Updated 1:24am 8 May 2012

Richard Dunbar presents his new play The Arborites at the Cornerstone Festival

BEFORE Andrea Dunbar based her play Rita, Sue and Bob Too on Bradford’s Buttershaw Estate, most of middle England had never heard of the place.

She adapted her theatre piece into a film, starring former Everyman Theatre actor George Costigan and audiences were by turns shocked and moved by the bittersweet story of two schoolgirls having an affair with a married man.

Twenty-three years later, her nephew Richard Dunbar has written another play set on the estate – The Arborites, which is being shown as part of Liverpool Hope University’s Cornerstone Festival this month.

It is a piece of verbatim theatre, using the words of people living on Buttershaw, where Dunbar has lived for the whole of his life except while studying at Hope.

“Rita, Sue and Bob Too raised pertinent points about families growing up in poverty, family breakdown, teenage pregnancy and alcoholism,” says the 26-year-old.

“Andrea perfectly captured Thatcherism in the play and how her regime forgot those in poverty.

“I would not say that my auntie writing the play affected my reaction to it. What it did do though is make me think about the issues there were on Buttershaw and what should be done to tackle them in order to make life better for the residents.”

His response is The Arborites (based on the name of an earlier version Andrea Dunbar’s script, The Arbor).

“If you spent a day in Buttershaw you would realise that it is full of characters who always have stories to tell,” says Dunbar.

“Most of the play is taken from the actual words of real people with several breakout scenes based around them.

“Its strength and power comes through the truth of the words spoken of those people I interviewed.”

Practitioners of verbatim theatre are often outsiders, placing themselves within a community to capture their words and opinions.

Dunbar’s experience was very different – his play uses the words of his friends and neighbours.
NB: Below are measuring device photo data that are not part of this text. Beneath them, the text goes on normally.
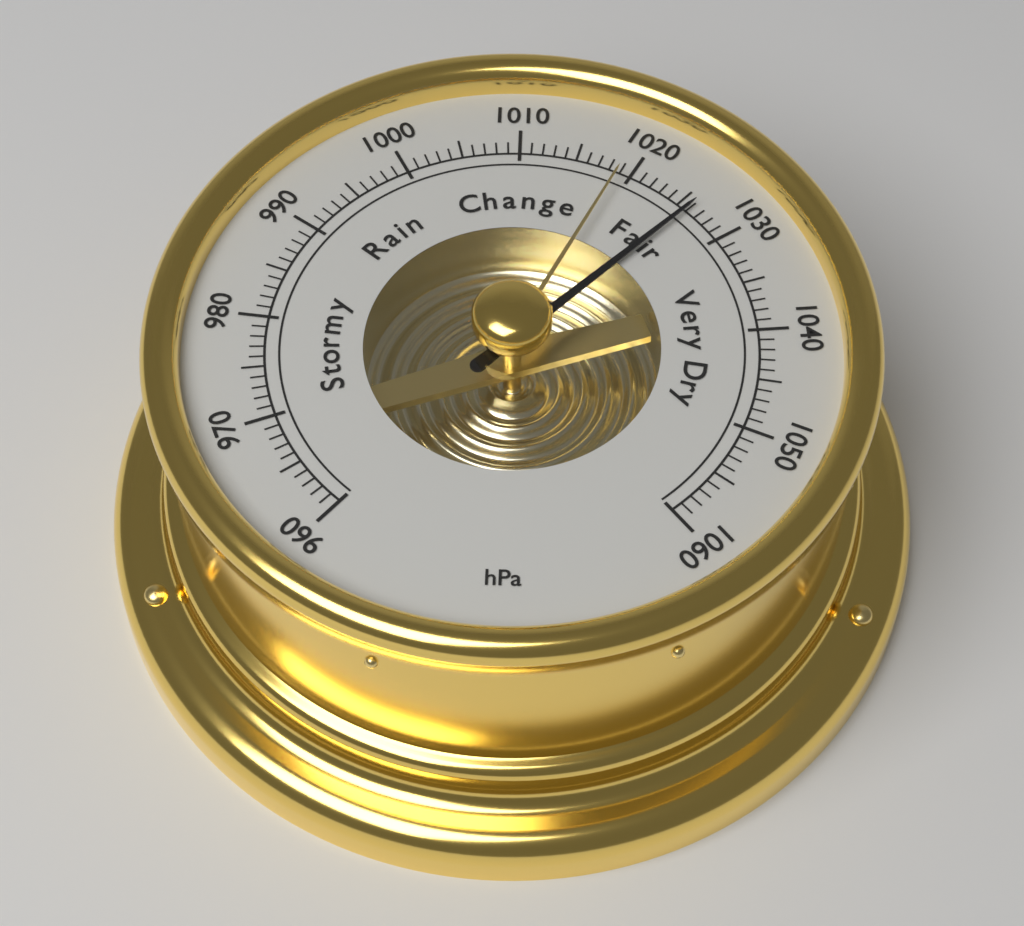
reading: 1026 hPa
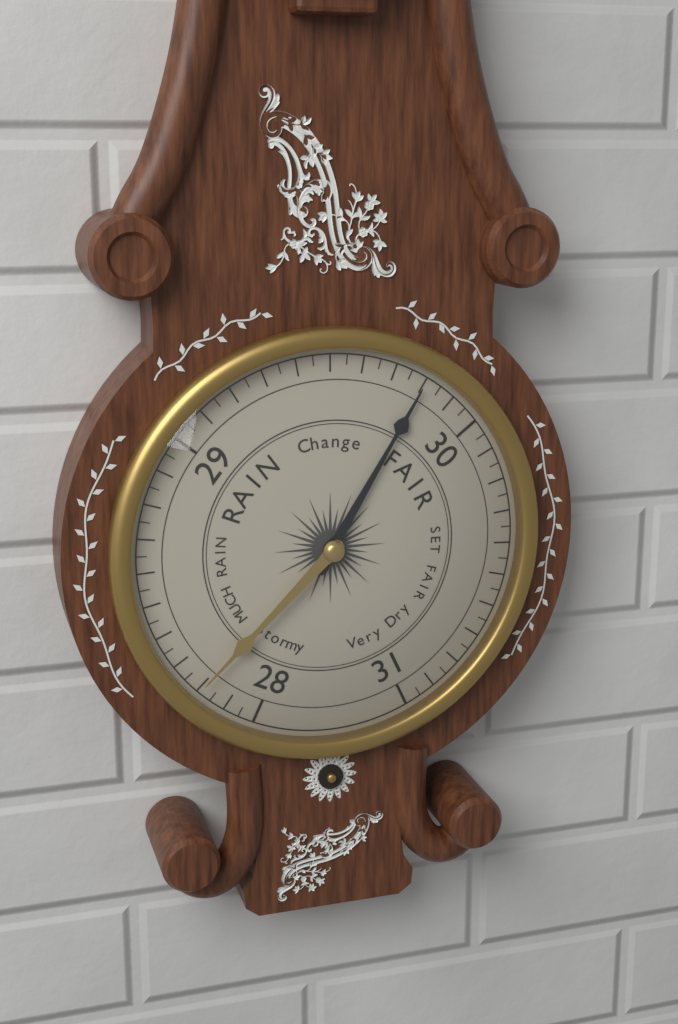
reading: 29.80 (no unit)
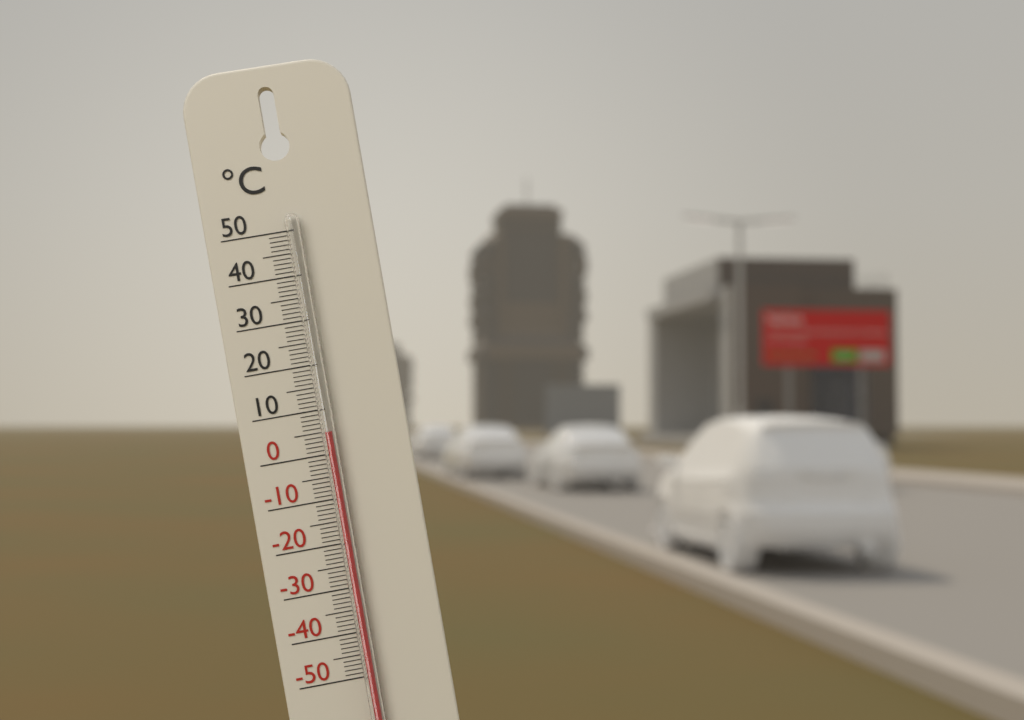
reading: 5 °C
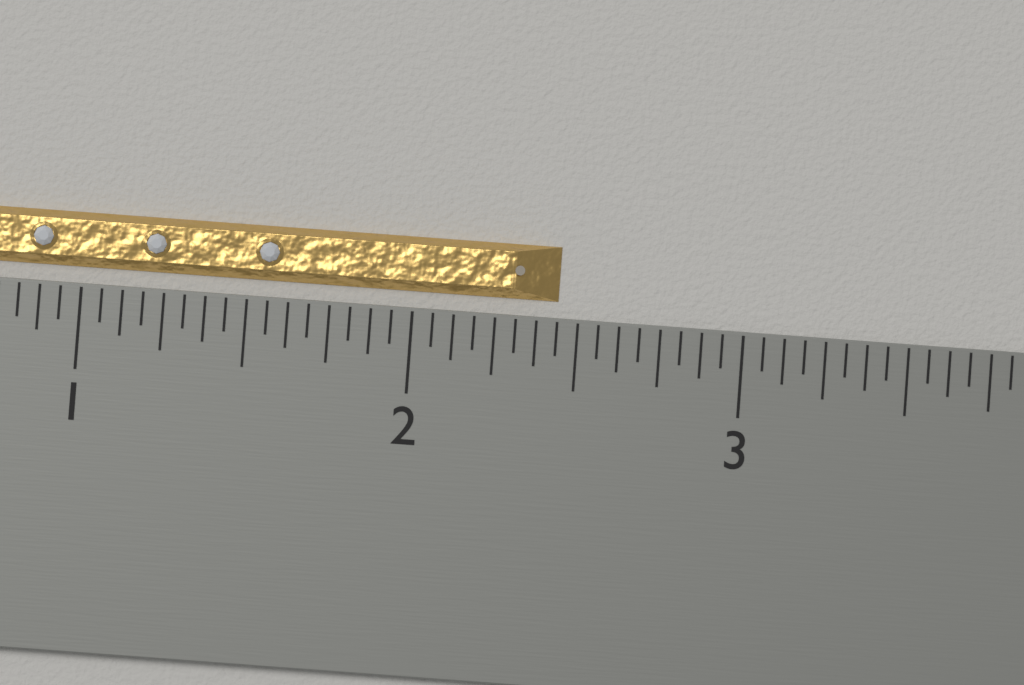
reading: 2.4375 inch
“What I knew before embarking on this project was that people on Buttershaw will tell you how it is and not beat around the bush,” he says.

“I have nothing but complete respect for them and how helpful and supportive they have been with me.

“I think my idea has been very well received on the estate and the reason for that is simple – I have lived there all my life so the people I have talked to know I have no hidden agenda and that I have gone through the same things as them.”

Many of the issues Andrea Dunbar (who died in 1990) highlighted in Rita, Sue and Bob Too are far from being resolved more than two decades later.

Dunbar hopes The Arborites will open people’s minds to the problems faced by people living in poverty in the UK and provoke discussion.

But the picture isn’t entirely bleak.

Dunbar adds: “Despite the disappointment, despair and harsh realities of growing up in poverty there always has been and always will be an obvious community pride and sense of togetherness in Buttershaw.”

THE Arborites by Richard Dunbar is at the Cornerstone, Hope University, on Monday November 23. Tickets are free but book ahead on 0151 291 3578.